Source: US New & World Report
Date: Feb 2000

The ancient roots of modern melancholy
Did depression help our ancestors survive?
by
Josh Fischman

The fifteen-year-old sits alone on the ground in a clearing, head sadly drooping, knees hugged to her chest. A tuft of brown hair and big brown eyes are barely visible as she curls into herself. Nearby, her friends are ignoring her, as they cavort on the lawn and share a snack of fruit. No matter that this solitary "teen" is actually a full-grown Indonesian monkey. Rocking herself slowly, she could be any lonely, depressed person.

Depression robs people of happiness, and sometimes of their lives. But according to University of Michigan psychiatrist Randolph Nesse, depressionlike symptoms in apes and monkeys, the closest living models of our early forebears, suggest that depression is not a uniquely human - or even a modern - illness. More important, some features of the illness, such as lack of motivation, may have actually helped our simian ancestors survive some tough situations. For this reason, these once adaptive features have been passed on to us. By understanding why this happened, Nesse writes in last month's Archives of General Psychiatry, we might better understand how a survival strategy turned into an illness that today ravages 19 million Americans. And we might learn better ways to treat it.

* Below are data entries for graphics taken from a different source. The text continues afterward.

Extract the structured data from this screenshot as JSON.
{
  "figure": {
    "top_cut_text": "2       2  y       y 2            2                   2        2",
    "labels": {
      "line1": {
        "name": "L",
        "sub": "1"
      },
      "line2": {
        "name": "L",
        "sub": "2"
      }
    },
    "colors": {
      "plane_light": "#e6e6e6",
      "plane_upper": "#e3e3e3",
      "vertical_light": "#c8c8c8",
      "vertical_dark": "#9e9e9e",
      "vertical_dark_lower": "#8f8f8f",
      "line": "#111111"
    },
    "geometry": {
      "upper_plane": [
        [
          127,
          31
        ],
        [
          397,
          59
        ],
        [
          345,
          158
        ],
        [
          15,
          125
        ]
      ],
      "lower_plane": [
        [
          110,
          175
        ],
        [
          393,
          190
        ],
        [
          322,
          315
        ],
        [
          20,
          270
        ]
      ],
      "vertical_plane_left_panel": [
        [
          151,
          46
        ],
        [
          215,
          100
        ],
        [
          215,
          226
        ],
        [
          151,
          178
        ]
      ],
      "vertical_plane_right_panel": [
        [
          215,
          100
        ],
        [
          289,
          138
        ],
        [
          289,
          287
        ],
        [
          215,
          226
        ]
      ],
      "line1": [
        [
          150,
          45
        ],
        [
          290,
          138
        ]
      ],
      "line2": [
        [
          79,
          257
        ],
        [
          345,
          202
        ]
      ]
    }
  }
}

Disease across time. The idea starts with Charles Darwin's notions about the survival of the fittest. Indeed, this approach to sickness is called "Darwinian medicine." The 19th-century evolutionist argued that traits that help a creature survive to produce children - such as resistance to infections - get passed on to future generations. Traits that don't help eventually disappear from a population. So why, Nesse asks, does depression afflict so many millions of people? Why hasn't natural selection screened out genes that make us so susceptible, especially to a disease that strikes during the prime childbearing years?

His answer: because those same genes, once upon a time, did help us to survive. "Low energy, for instance, stops you from banging your head against a brick wall," says behavioral biologist Carol Shively of Wake Forest University School of Medicine in North Carolina. You can see how this works in the monkeys that she studies. They live in social groups that range from about five animals to about 20, and there's a pecking order. "As a subordinate male, trying to get access to food and mate with females, you find yourself fighting the dominant monkey a lot. And you risk getting hurt or killed," Shively says. "Also, there's constant low-level harassment from the rest of the group. Every other monkey redirects aggression at you."

This is, to say the least, a stressful way to go through life. And monkeys in the middle of it have high levels of the stress hormone cortisol. Over time, elevated cortisol actually kills off brain cells. "So your brain doesn't learn, and your emotions don't work properly," Shively says. "You get a real breakdown in brain function." Low-ranking females, her colleague Jay Kaplan has found, don't have normal estrogen production, and this leads to atherosclerosis and bone loss.

Monkeys in these groups seem to have hit upon a behavioral remedy for such chronic stress: strategic withdrawal. "The monkeys spend more time alone, out of physical contact with other monkeys," Shively says. "These animals look very much like depressed people. But by withdrawing, they have fewer chances to get beat up. It's actually an evolutionarily sound strategy. They get to stay in the group and function. Not optimally, but you survive. You still have a chance to reproduce." And monkey groups are very fluid: With a change in members, which can happen monthly or even weekly, a marginal monkey could very well end up on top again.

But people live longer than monkeys, Nesse says, and don't change jobs or family groups from month to month. That may be how these gray moods crossed the line from adaptation to disease. The genes are still there, but repeated traumatic events could produce a more exaggerated response from them, triggering a deeper, longer withdrawal from life into a black hole, from which it's hard to climb out.

This is, of course, speculation. And psychiatrist Peter Kramer, author of the bestselling antidepressant bible, Listening to Prozac, points out that depressed people often make impulsive decisions, such as bailing out of a job or a marriage, which don't seem to fit with the idea of a strategic, temporary pullback. He and Nesse do agree, though, that the idea highlights questions that therapists could ask more often. Is a depressed person trying to be perfect, trying to please a demanding parent, or trapped in some other futile situation? That could be triggering a withdrawal response. And people, unlike monkeys, can't count on their social world to change for the better every month or so.